Is bedwetting genetic? Almost always.
If either parent wet the bed as a child, your child has roughly a 40% chance of also being a bedwetter, according to long-running paediatric studies. If both parents wet the bed, the chance rises to about 70%. The genetic component is so strong that paediatricians now consider it the single most useful piece of family history when assessing a child with persistent bedwetting.
Bedwetting is also more common in boys than in girls, by roughly two to one, especially after age six. The reasons are not fully understood, but it appears to be linked to slightly slower bladder maturation in boys on average.
None of this means your child is doomed to wet the bed. It does mean their nervous system is following an inherited timetable, not failing one.
What to stop doing right now (it is making things worse)

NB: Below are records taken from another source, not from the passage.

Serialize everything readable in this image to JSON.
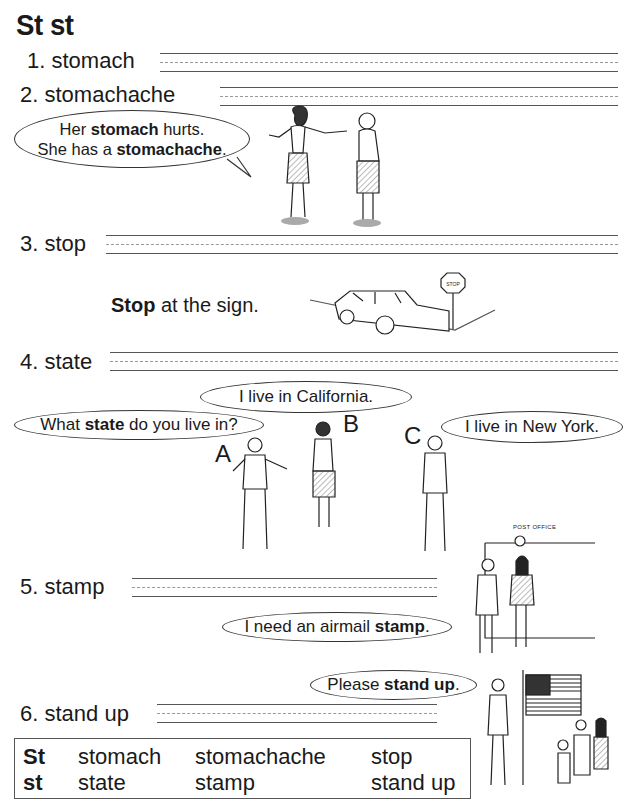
{
  "page": {
    "title": "St st"
  },
  "items": [
    {
      "number": "1.",
      "word": "stomach"
    },
    {
      "number": "2.",
      "word": "stomachache"
    },
    {
      "number": "3.",
      "word": "stop"
    },
    {
      "number": "4.",
      "word": "state"
    },
    {
      "number": "5.",
      "word": "stamp"
    },
    {
      "number": "6.",
      "word": "stand up"
    }
  ],
  "bubbles": {
    "stomach": {
      "line1_pre": "Her ",
      "line1_bold": "stomach",
      "line1_post": " hurts.",
      "line2_pre": "She has a ",
      "line2_bold": "stomachache",
      "line2_post": "."
    },
    "stop_caption": {
      "bold": "Stop",
      "rest": " at the sign."
    },
    "stop_sign_text": "STOP",
    "state_question": {
      "pre": "What ",
      "bold": "state",
      "post": " do you live in?"
    },
    "state_b": "I live in California.",
    "state_c": "I live in New York.",
    "stamp": {
      "pre": "I need an airmail ",
      "bold": "stamp",
      "post": "."
    },
    "stand_up": {
      "pre": "Please ",
      "bold": "stand up",
      "post": "."
    }
  },
  "speaker_labels": {
    "a": "A",
    "b": "B",
    "c": "C"
  },
  "post_office_sign": "POST OFFICE",
  "summary_box": {
    "row1": {
      "label": "St",
      "words": [
        "stomach",
        "stomachache",
        "stop"
      ]
    },
    "row2": {
      "label": "st",
      "words": [
        "state",
        "stamp",
        "stand up"
      ]
    }
  }
}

Before you start any plan, drop these habits. Every one of them sounds reasonable and every one of them slows your child down.

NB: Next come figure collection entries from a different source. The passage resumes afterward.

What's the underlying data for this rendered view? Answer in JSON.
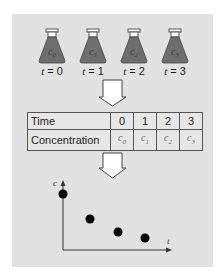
{
  "flasks": [
    {
      "content": "c",
      "subscript": "0",
      "time_label": "t",
      "time_value": "= 0"
    },
    {
      "content": "c",
      "subscript": "1",
      "time_label": "t",
      "time_value": "= 1"
    },
    {
      "content": "c",
      "subscript": "2",
      "time_label": "t",
      "time_value": "= 2"
    },
    {
      "content": "c",
      "subscript": "3",
      "time_label": "t",
      "time_value": "= 3"
    }
  ],
  "table": {
    "rows": [
      {
        "header": "Time",
        "cells": [
          "0",
          "1",
          "2",
          "3"
        ]
      },
      {
        "header": "Concentration",
        "cells": [
          "c0",
          "c1",
          "c2",
          "c3"
        ]
      }
    ]
  },
  "plot": {
    "y_axis_label": "c",
    "x_axis_label": "t",
    "points": [
      {
        "t": 0,
        "c": 4
      },
      {
        "t": 1,
        "c": 2.2
      },
      {
        "t": 2,
        "c": 1.4
      },
      {
        "t": 3,
        "c": 1.0
      }
    ]
  },
  "colors": {
    "panel_bg": "#e1e1e1",
    "flask_fill": "#6e6e6e",
    "flask_cap": "#ffffff",
    "point": "#000000",
    "arrow_fill": "#ffffff",
    "outline": "#444444"
  }
}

- Stop punishing, shaming, or charging your child for the laundry. Bedwetting is not a behaviour. Shame increases the cortisol load, which worsens sleep and bladder control. Multiple studies confirm punishment delays resolution rather than speeds it.
- Stop waking them up to pee on a schedule. It feels productive but trains the brain to half-wake on a timer instead of learning to respond to its own bladder signal. The American Academy of Pediatrics specifically advises against this for persistent bedwetting.
- Stop using pull-ups as the default after age six. They are useful for sleepovers and travel. As a nightly habit, they remove the discomfort signal that helps the brain eventually wake to a full bladder. Several urology specialists recommend transitioning off pull-ups within the first month of any treatment plan.
- Stop discussing it in front of siblings, grandparents, or playdate parents. A nine-year-old who hears Mum mention the wet sheets in front of friends often regresses for weeks. Privacy is part of the cure.
3 things that actually help (start tonight)
These are the starter strategies. They will not solve every case on their own, but in many families they begin to shift the pattern within two to three weeks.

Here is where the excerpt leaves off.